Storage - EBS, S3, RDS, ElasticCache, and CloudFront

When you create an EC2 instance, it works with one or several Elastic Block Stores (EBS) (https://aws.amazon.com/ebs/). An EBS is a replicated storage volume EC2 instances can mount to use as their filesystem. When you create a new EC2 instance, you can create a new EBS, and decide if it runs on an SSD or an HDD disk, the initial size, and some other options. Depending on your choices, the volume is more or less expensive.

Simple Storage Service (S3) (https://aws.amazon.com/s3/) is a storage service that organizes data into buckets. Buckets are, roughly, namespaces that you can use to organize your data. A bucket can be seen as a key-value storage, where a value is data you want to store. There is no upper limit for the size of the data, and S3 provides everything needed to stream big files in and out of its buckets. S3 is often used to distribute files, since each entry in a bucket can be exposed as a unique, public URL. CloudFront can be configured to use S3 as a backend.

One interesting feature is that S3 provides different storage backend depending on how often the files are written or accessed. For instance, Glacier (https://aws.amazon.com/glacier/) can be used as a backend when you want to store big files that are rarely accessed. One use case can be backups. It is quite easy to interact with S3 from your Python applications, and pretty common to see S3 as a data backend in microservices.

ElasticCache (https://aws.amazon.com/elasticache/) is a cache service that has two backends--Redis and Memcached. ElasticCache leverages Redis' shard and replication features, and lets you deploy a cluster of Redis nodes. If you host a lot of data in Redis and might go over the RAM capacity, Redis shards can spread the data across several nodes and raise Redis' capacity.

Relational Database Service (RDS) (https://aws.amazon.com/rds/) is a database service that has many database backends available; in particular, MySQL and PostgreSQL.

AWS has an online calculator you can use to estimate the cost of your deployments; see http://calculator.s3.amazonaws.com/index.html.

The big advantage of using RDS over your database deployment is that AWS takes care of managing clusters of nodes, and offers high availability and reliability for your database without having to worry about doing any maintenance work yourself. The recent addition of PostgreSQL in RDS backends made this service very popular, and is often one of the reasons people host their application on AWS.

Another recently added backend is the proprietary, locked-in Amazon Aurora (https://aws.amazon.com/rds/aurora/details/), which implements MySQL 5.x, but is supposed to run much faster (5x faster, according to Amazon).

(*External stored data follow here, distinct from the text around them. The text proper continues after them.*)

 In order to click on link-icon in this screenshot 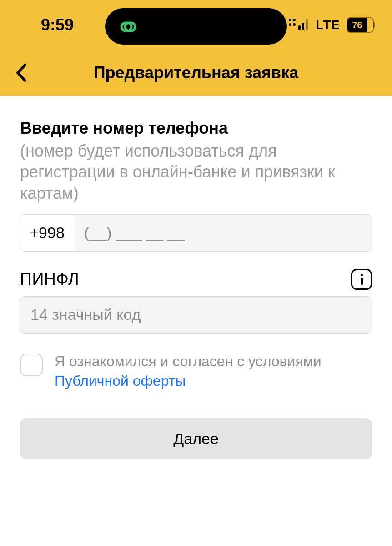, I will do `click(128, 26)`.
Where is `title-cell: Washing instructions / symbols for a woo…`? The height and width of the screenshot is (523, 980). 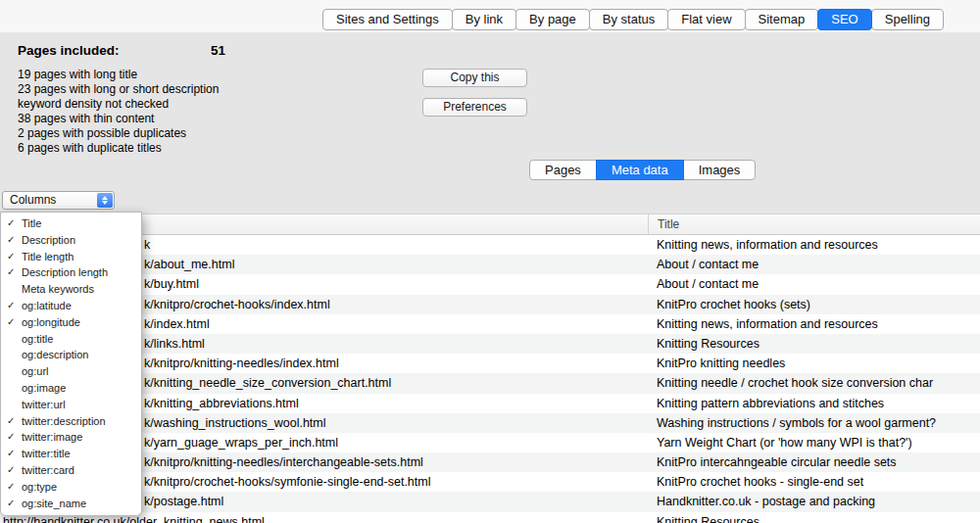
title-cell: Washing instructions / symbols for a woo… is located at coordinates (813, 423).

Lastly, CloudFront (https://aws.amazon.com/cloudfront/) is Amazon's Content Delivery Network (CDN). If you have static files you want to serve, this is the best way to do it when your users are spread all over the world. Amazon caches the files, and makes them available with the minimum latency possible by routing the client's requests to the closest server. A CDN is what you need to use to serve video, CSS, and JS files--one thing to look at, though, is the cost. If you have a few assets to serve for your microservice, it might be simpler to serve them directly from your EC2 instance.